Hi.
I've got a problem with the hibernate Event system. The following constellation mapping:
A->B->C
All mappings are implemented as sets with all-delete-orphan cascades.
Deleting A deletes all objects related to A (B+C).
Now I have an additional mapping D this references the object C with a many-to-one mapping no cascades. No mapping is done from C to D. So C knows nothing about D. If I create a record for D, referencing C, I can't delete A, B or C anymore because of the foreign key constraint. Hibernate won't remove D automatically - I have to live with that and I would have to delete D first manually before deleting A.
Now the Events come to rescue. In this I check in onDelete if it's an instance of C and execute a delete on table D with the id of C. Here comes the problem. If I delete A i have no problem - everything works and my onDelete is called. But If I delete C directly, I get an StackOverflowException, because when I delete records in D, the onDelete is called AGAIN for object C in an endless loop. I don't know why this happens. Here's the onDelete implementation:
Code:
public class VoDeleteListener extends DefaultDeleteEventListener implements DeleteEventListener {
public void onDelete(DeleteEvent pEvent) throws HibernateException {
clearActions(pEvent);
super.onDelete(pEvent);
}
public void onDelete(DeleteEvent pEvent, Set pArg1)
throws HibernateException {
clearActions(pEvent);
super.onDelete(pEvent, pArg1);
}
private void clearActions(DeleteEvent pEvent) {
if (pEvent != null) {
if (pEvent.getObject() instanceof Foo) {
Foo lFoo = (Foo) pEvent.getObject();
String lHQL = "delete from sometable where foo = :foo";
Query lQuery = pEvent.getSession().createQuery(lHQL);
lQuery.setParameter("foo",lFoo);
lQuery.executeUpdate();
}
}
}
}
Why does a deletion of D (lQuery.executeUpdate();) trigger the onDelete of C again, and again, and again?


● **Your objective**
With images removed, transcribe each record exactly as it appears.
<<<<
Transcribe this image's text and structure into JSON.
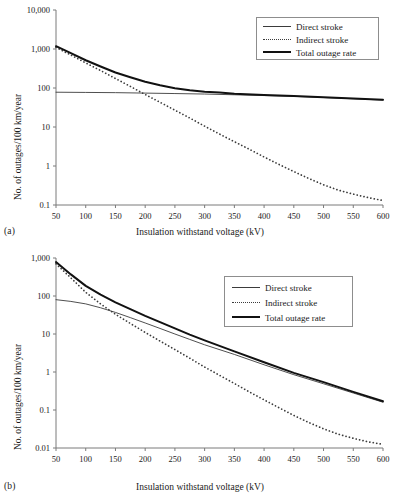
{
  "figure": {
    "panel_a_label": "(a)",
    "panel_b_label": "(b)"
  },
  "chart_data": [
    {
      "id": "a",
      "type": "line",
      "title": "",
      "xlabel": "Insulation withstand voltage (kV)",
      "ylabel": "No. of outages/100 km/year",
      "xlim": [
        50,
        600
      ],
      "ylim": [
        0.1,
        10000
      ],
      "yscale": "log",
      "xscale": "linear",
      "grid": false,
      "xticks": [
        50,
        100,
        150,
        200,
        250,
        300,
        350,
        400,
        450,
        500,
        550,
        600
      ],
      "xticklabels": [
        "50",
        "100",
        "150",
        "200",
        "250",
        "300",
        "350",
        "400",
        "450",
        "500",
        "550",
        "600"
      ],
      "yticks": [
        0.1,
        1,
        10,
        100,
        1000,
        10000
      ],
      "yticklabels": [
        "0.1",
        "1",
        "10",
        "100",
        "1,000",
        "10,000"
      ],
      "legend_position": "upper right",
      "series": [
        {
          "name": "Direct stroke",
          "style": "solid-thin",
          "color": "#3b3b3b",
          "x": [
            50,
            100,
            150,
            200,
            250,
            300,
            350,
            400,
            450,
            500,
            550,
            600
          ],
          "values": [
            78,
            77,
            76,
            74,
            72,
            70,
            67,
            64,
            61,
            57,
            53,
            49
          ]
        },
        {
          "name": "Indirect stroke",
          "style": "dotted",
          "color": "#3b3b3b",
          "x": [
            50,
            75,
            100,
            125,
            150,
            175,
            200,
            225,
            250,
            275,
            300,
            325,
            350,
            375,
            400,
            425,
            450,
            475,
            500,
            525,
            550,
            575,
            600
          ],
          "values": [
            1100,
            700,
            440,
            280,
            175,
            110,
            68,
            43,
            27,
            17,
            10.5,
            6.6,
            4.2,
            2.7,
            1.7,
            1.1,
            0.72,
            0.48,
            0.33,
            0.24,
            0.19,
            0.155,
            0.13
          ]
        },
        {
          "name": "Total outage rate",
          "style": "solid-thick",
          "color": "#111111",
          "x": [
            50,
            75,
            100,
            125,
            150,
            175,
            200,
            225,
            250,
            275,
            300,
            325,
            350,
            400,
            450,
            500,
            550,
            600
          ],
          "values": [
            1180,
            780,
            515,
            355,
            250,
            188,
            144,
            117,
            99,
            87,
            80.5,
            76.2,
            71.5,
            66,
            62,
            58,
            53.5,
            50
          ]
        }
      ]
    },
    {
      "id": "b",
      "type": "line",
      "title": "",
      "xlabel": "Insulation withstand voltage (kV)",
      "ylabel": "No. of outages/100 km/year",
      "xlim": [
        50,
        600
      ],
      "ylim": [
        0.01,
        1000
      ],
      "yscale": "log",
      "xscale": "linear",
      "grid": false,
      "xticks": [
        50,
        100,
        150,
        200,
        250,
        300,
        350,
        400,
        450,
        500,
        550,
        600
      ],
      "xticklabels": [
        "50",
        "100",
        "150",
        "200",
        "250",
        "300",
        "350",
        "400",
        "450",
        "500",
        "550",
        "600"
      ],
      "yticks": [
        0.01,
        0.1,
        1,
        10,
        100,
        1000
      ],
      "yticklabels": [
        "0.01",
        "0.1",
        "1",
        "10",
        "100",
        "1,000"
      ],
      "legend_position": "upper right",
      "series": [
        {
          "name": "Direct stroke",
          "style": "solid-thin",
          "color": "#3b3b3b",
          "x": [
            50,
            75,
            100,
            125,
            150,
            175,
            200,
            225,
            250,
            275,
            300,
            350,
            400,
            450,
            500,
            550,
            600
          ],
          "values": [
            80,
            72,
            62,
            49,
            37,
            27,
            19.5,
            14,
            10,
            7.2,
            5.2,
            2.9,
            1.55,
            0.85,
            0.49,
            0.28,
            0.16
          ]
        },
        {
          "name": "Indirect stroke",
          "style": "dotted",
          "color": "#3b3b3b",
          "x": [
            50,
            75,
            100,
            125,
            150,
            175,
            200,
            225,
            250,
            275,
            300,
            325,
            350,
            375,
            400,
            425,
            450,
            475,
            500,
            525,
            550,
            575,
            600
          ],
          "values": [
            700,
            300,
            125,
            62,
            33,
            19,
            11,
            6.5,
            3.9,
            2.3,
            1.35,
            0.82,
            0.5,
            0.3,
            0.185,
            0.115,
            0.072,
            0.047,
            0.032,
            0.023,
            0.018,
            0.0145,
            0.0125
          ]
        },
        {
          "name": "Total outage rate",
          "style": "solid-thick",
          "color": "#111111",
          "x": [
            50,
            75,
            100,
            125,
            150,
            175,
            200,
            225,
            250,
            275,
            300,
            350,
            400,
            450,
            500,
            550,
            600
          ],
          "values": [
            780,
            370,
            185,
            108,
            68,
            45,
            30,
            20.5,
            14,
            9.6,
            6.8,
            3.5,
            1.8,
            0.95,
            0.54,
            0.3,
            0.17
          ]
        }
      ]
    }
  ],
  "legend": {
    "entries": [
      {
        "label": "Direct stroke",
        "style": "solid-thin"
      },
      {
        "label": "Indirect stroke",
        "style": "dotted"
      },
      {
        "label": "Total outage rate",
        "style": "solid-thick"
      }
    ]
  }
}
>>>>
● **Result for this exercise**
Transcribe this image's text and structure into JSON.
{
  "figure": {
    "panel_a_label": "(a)",
    "panel_b_label": "(b)"
  },
  "chart_data": [
    {
      "id": "a",
      "type": "line",
      "title": "",
      "xlabel": "Insulation withstand voltage (kV)",
      "ylabel": "No. of outages/100 km/year",
      "xlim": [
        50,
        600
      ],
      "ylim": [
        0.1,
        10000
      ],
      "yscale": "log",
      "xscale": "linear",
      "grid": false,
      "xticks": [
        50,
        100,
        150,
        200,
        250,
        300,
        350,
        400,
        450,
        500,
        550,
        600
      ],
      "xticklabels": [
        "50",
        "100",
        "150",
        "200",
        "250",
        "300",
        "350",
        "400",
        "450",
        "500",
        "550",
        "600"
      ],
      "yticks": [
        0.1,
        1,
        10,
        100,
        1000,
        10000
      ],
      "yticklabels": [
        "0.1",
        "1",
        "10",
        "100",
        "1,000",
        "10,000"
      ],
      "legend_position": "upper right",
      "series": [
        {
          "name": "Direct stroke",
          "style": "solid-thin",
          "color": "#3b3b3b",
          "x": [
            50,
            100,
            150,
            200,
            250,
            300,
            350,
            400,
            450,
            500,
            550,
            600
          ],
          "values": [
            78,
            77,
            76,
            74,
            72,
            70,
            67,
            64,
            61,
            57,
            53,
            49
          ]
        },
        {
          "name": "Indirect stroke",
          "style": "dotted",
          "color": "#3b3b3b",
          "x": [
            50,
            75,
            100,
            125,
            150,
            175,
            200,
            225,
            250,
            275,
            300,
            325,
            350,
            375,
            400,
            425,
            450,
            475,
            500,
            525,
            550,
            575,
            600
          ],
          "values": [
            1100,
            700,
            440,
            280,
            175,
            110,
            68,
            43,
            27,
            17,
            10.5,
            6.6,
            4.2,
            2.7,
            1.7,
            1.1,
            0.72,
            0.48,
            0.33,
            0.24,
            0.19,
            0.155,
            0.13
          ]
        },
        {
          "name": "Total outage rate",
          "style": "solid-thick",
          "color": "#111111",
          "x": [
            50,
            75,
            100,
            125,
            150,
            175,
            200,
            225,
            250,
            275,
            300,
            325,
            350,
            400,
            450,
            500,
            550,
            600
          ],
          "values": [
            1180,
            780,
            515,
            355,
            250,
            188,
            144,
            117,
            99,
            87,
            80.5,
            76.2,
            71.5,
            66,
            62,
            58,
            53.5,
            50
          ]
        }
      ]
    },
    {
      "id": "b",
      "type": "line",
      "title": "",
      "xlabel": "Insulation withstand voltage (kV)",
      "ylabel": "No. of outages/100 km/year",
      "xlim": [
        50,
        600
      ],
      "ylim": [
        0.01,
        1000
      ],
      "yscale": "log",
      "xscale": "linear",
      "grid": false,
      "xticks": [
        50,
        100,
        150,
        200,
        250,
        300,
        350,
        400,
        450,
        500,
        550,
        600
      ],
      "xticklabels": [
        "50",
        "100",
        "150",
        "200",
        "250",
        "300",
        "350",
        "400",
        "450",
        "500",
        "550",
        "600"
      ],
      "yticks": [
        0.01,
        0.1,
        1,
        10,
        100,
        1000
      ],
      "yticklabels": [
        "0.01",
        "0.1",
        "1",
        "10",
        "100",
        "1,000"
      ],
      "legend_position": "upper right",
      "series": [
        {
          "name": "Direct stroke",
          "style": "solid-thin",
          "color": "#3b3b3b",
          "x": [
            50,
            75,
            100,
            125,
            150,
            175,
            200,
            225,
            250,
            275,
            300,
            350,
            400,
            450,
            500,
            550,
            600
          ],
          "values": [
            80,
            72,
            62,
            49,
            37,
            27,
            19.5,
            14,
            10,
            7.2,
            5.2,
            2.9,
            1.55,
            0.85,
            0.49,
            0.28,
            0.16
          ]
        },
        {
          "name": "Indirect stroke",
          "style": "dotted",
          "color": "#3b3b3b",
          "x": [
            50,
            75,
            100,
            125,
            150,
            175,
            200,
            225,
            250,
            275,
            300,
            325,
            350,
            375,
            400,
            425,
            450,
            475,
            500,
            525,
            550,
            575,
            600
          ],
          "values": [
            700,
            300,
            125,
            62,
            33,
            19,
            11,
            6.5,
            3.9,
            2.3,
            1.35,
            0.82,
            0.5,
            0.3,
            0.185,
            0.115,
            0.072,
            0.047,
            0.032,
            0.023,
            0.018,
            0.0145,
            0.0125
          ]
        },
        {
          "name": "Total outage rate",
          "style": "solid-thick",
          "color": "#111111",
          "x": [
            50,
            75,
            100,
            125,
            150,
            175,
            200,
            225,
            250,
            275,
            300,
            350,
            400,
            450,
            500,
            550,
            600
          ],
          "values": [
            780,
            370,
            185,
            108,
            68,
            45,
            30,
            20.5,
            14,
            9.6,
            6.8,
            3.5,
            1.8,
            0.95,
            0.54,
            0.3,
            0.17
          ]
        }
      ]
    }
  ],
  "legend": {
    "entries": [
      {
        "label": "Direct stroke",
        "style": "solid-thin"
      },
      {
        "label": "Indirect stroke",
        "style": "dotted"
      },
      {
        "label": "Total outage rate",
        "style": "solid-thick"
      }
    ]
  }
}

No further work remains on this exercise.